GDP? I fail to see how one instance of this experiment would affect the country's Gross Domestic Product - unless you are counting the number of foreign students attacted to study in British Universities as a profit to the country. In my experience, many of the best of them go back to where they live and set up rival industries to ours.
This type of experiments is entertaining and conducive to science education whereas it may entails considerable environment deterioration or resouce dissipation. Hope people will correlate a experiment with some certain more tangible objectives other than pure entertainment or reduce its scale.
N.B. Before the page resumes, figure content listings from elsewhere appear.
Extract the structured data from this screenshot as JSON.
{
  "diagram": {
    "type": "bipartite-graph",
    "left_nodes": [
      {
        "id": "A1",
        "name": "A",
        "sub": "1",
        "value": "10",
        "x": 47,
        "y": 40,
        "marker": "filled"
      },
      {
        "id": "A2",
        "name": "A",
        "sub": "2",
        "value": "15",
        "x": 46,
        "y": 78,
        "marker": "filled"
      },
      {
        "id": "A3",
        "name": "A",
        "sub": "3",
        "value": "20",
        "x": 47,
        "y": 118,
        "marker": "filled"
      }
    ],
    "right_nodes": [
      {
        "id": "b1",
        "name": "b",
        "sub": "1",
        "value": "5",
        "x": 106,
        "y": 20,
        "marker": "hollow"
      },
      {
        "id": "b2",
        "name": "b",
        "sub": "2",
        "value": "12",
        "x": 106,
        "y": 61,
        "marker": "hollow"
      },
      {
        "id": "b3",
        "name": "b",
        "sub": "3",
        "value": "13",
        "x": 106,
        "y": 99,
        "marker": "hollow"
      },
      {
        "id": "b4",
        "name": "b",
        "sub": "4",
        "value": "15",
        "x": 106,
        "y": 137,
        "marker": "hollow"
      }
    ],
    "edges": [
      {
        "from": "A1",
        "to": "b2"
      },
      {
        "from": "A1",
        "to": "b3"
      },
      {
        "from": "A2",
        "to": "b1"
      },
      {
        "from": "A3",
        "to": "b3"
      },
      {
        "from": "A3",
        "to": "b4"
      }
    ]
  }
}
I don't think it would have cost that much to do, and if getting a bunch of people interested in science, or engaged with the subject they are being taught (because as this thread proves there's plenty of physics and chemistry to debate about around this demo) to an overall improvement is the end result then its money well spent.
"considerable environment deterioration or resouce dissipation" - are you kidding? Celluloid ping-pong balls and a few hundred millilitres of liquid condensed out of the air? Wouldn't surprise me if the balls were salvage from the sports centre, and liquid N2 is pennies per litre if you buy in significant quantities. The total environmental impact is probably equivalent to a couple of Big Mac Meals.
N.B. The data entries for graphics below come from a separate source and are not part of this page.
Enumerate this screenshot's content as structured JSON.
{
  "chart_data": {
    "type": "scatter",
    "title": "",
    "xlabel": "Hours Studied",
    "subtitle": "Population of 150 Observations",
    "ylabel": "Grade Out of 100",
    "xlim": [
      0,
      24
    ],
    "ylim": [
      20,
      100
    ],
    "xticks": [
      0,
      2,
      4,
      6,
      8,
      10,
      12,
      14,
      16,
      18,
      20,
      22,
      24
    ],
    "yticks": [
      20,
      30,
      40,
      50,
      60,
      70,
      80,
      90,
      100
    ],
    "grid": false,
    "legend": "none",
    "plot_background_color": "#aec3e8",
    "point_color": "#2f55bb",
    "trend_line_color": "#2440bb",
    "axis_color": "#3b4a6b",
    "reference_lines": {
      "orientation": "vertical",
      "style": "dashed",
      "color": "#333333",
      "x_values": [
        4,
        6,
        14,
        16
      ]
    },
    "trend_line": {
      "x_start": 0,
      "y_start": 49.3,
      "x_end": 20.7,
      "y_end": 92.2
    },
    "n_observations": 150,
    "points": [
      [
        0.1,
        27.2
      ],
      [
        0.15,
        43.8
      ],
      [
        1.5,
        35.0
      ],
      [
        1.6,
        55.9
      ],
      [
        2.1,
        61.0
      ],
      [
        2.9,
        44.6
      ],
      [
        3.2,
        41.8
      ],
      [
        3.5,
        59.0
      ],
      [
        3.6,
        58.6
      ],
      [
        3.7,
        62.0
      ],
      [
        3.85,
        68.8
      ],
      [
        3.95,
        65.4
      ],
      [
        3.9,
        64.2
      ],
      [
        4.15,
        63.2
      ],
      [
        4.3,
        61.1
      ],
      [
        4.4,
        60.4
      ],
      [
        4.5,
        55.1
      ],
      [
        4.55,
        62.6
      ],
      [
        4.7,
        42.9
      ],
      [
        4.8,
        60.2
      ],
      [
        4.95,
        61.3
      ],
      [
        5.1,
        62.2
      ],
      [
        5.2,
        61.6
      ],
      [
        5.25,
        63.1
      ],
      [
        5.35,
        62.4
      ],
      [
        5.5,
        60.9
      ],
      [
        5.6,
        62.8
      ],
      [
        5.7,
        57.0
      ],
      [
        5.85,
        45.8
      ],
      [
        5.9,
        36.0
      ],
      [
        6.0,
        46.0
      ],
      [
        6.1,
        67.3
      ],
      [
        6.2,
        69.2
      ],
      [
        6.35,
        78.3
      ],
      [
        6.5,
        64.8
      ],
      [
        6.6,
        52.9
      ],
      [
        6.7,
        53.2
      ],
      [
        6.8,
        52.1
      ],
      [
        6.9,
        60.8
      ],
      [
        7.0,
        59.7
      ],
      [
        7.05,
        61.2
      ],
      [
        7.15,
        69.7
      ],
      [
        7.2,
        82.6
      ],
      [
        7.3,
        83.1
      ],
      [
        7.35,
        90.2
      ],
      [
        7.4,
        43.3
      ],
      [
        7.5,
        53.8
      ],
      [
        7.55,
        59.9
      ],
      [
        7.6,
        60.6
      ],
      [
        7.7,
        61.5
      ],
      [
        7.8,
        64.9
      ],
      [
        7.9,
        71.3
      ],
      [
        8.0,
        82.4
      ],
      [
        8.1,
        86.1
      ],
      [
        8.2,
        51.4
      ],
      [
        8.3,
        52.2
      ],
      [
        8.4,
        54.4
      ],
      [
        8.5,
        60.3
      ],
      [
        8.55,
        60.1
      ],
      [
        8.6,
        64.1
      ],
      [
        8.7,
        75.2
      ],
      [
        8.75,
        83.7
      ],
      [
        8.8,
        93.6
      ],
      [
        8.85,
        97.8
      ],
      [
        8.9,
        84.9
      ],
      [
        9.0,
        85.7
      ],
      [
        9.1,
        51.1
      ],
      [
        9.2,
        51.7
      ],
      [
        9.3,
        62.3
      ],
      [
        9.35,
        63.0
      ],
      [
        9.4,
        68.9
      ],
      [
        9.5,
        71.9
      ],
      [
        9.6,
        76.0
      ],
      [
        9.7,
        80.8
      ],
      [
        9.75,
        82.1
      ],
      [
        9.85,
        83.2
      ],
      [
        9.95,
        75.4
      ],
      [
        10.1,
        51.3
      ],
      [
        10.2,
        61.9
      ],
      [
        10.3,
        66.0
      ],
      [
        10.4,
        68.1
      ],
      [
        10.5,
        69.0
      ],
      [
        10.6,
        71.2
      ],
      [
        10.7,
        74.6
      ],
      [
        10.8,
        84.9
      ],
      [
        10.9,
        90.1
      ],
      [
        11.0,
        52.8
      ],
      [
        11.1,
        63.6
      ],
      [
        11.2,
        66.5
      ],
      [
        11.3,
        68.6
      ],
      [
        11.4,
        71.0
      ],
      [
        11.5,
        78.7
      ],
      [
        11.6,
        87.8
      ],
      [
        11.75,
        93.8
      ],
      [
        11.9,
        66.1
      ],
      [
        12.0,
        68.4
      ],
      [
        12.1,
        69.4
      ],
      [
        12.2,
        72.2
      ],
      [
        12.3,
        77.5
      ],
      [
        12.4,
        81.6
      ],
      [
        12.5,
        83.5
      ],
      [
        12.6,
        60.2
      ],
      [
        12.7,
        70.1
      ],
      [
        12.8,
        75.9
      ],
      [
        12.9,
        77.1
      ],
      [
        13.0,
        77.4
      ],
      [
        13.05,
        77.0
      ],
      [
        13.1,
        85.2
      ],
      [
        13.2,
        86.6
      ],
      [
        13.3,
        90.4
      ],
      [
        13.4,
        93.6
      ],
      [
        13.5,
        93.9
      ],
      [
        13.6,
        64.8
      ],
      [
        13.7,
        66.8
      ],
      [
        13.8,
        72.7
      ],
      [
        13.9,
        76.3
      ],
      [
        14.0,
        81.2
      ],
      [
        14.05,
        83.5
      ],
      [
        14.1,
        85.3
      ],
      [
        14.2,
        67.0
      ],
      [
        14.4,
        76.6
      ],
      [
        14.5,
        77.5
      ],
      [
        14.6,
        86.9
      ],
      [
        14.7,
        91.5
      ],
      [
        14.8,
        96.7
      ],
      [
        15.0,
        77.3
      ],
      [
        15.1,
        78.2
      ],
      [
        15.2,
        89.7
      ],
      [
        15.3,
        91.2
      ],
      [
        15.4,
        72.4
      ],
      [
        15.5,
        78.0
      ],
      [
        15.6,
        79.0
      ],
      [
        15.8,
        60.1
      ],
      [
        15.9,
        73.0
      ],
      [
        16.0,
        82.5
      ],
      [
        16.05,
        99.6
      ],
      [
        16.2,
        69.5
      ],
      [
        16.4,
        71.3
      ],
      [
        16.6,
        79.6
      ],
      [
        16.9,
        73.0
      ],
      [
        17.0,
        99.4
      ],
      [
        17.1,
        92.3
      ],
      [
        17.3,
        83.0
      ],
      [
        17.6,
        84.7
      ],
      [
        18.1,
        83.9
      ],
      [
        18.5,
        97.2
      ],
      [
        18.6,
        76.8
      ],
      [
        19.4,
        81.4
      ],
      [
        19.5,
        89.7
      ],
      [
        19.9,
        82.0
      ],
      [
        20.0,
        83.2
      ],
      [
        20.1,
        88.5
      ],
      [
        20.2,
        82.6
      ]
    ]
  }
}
I remember going to an evening event that revolved around a big flask of liquid nitrogent - think it was organised by the local science teachers or something. A hundred or so pimply of us tweenagers fascinated for several hours by a beardy loon doing all the usual cryogenic tricks including turning whisky into syrup. I think it cost us about 50p each for use the school minibus to get us there.
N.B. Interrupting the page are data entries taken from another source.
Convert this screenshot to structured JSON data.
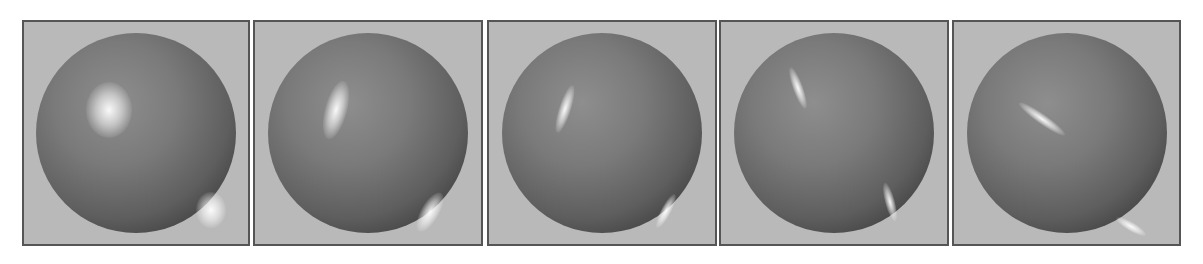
{
  "figure": {
    "background_color": "#b9b9b9",
    "border_color": "#555555",
    "panels": [
      {
        "index": 1,
        "highlight": "soft broad"
      },
      {
        "index": 2,
        "highlight": "narrower streak"
      },
      {
        "index": 3,
        "highlight": "thin streak"
      },
      {
        "index": 4,
        "highlight": "thin curved streak"
      },
      {
        "index": 5,
        "highlight": "thin diagonal arc"
      }
    ]
  }
}
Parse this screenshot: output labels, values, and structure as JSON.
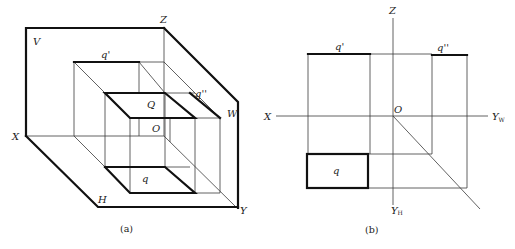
{
  "figure_a": {
    "caption": "(a)",
    "labels": {
      "V": "V",
      "Z": "Z",
      "q_prime": "q'",
      "q_double_prime": "q''",
      "Q": "Q",
      "O": "O",
      "W": "W",
      "X": "X",
      "q": "q",
      "H": "H",
      "Y": "Y"
    }
  },
  "figure_b": {
    "caption": "(b)",
    "labels": {
      "Z": "Z",
      "q_prime": "q'",
      "q_double_prime": "q''",
      "X": "X",
      "O": "O",
      "Y_W": "Y",
      "Y_W_sub": "W",
      "q": "q",
      "Y_H": "Y",
      "Y_H_sub": "H"
    }
  },
  "colors": {
    "line": "#111111",
    "thin_line": "#3a3a3a",
    "background": "#ffffff"
  }
}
The subject involved is not this case in particular. Some instances of this type of experiments may be less controversial. Pay attention to the number of 56649 in the following sentence excerpted from the penultimate paragraph of the article. "He has also roasted jelly babies in the name of science, and set the world's record for near-simultaneous fireworks-rocket launches: 56,649."
Meanwhile, recycling those ping-pong balls should be time-demanding.
It's great fun :) pop some crushed ice in a bottle, shove the bottle in a tub of water and kaboom!
Whilst at university, I came across liquid nitrogen once. A lecturer had only managed to cover about 2/3rds of the course he'd set, and rather than try and cover some of it in the last lecture of term he brought in a tin of nitrogen and froze a couple of bananas. I wasn't convinced that it was an entirely good use of time or money and it wasn't even that fun.
This is a great way of showing the dangers of handling liquid nitrogen. I know a story where a home thermos was used for holding liquid nitrogen (never use a non-approved container). Even the persons knew how to handle this gas, the lid was accidentally closed tight enough to cause pressure buildup. Extremely lucky enough, for the individual, he suffered injury which was not permenent. It could have been much worse.
There was a story at Hull Uni about a large dewar of liquid nitrogen that was left in a lab - one day someone noticed that the neck had frosted over. Panic ensued, the dewar was carefully dragged out onto a sports field and the TA took shots at it. in an attempt to reduce the pressure.
Turned out to be emptty.
(Story probably bollocks).
Probably - you *never* plug the top of a liquid nitrogen dewar. On the other hand, if you have liquid nitrogen standing around for long enough for it to turn blue, then you need to dispose of it ASAACAP: (clue, it's how Salthouse makes his liquid oxygen)....
(definitely safety glasses for this one!)
The old alma-mater.
Last news I heard from those guys was the business school getting a media roasting for their degree course in perfumery which required completion of a smell test as an entry requirement.
Good to see them getting better press for blowing stuff up.
I wonder if they managed to sort out that concrete cancer on the Babbage building.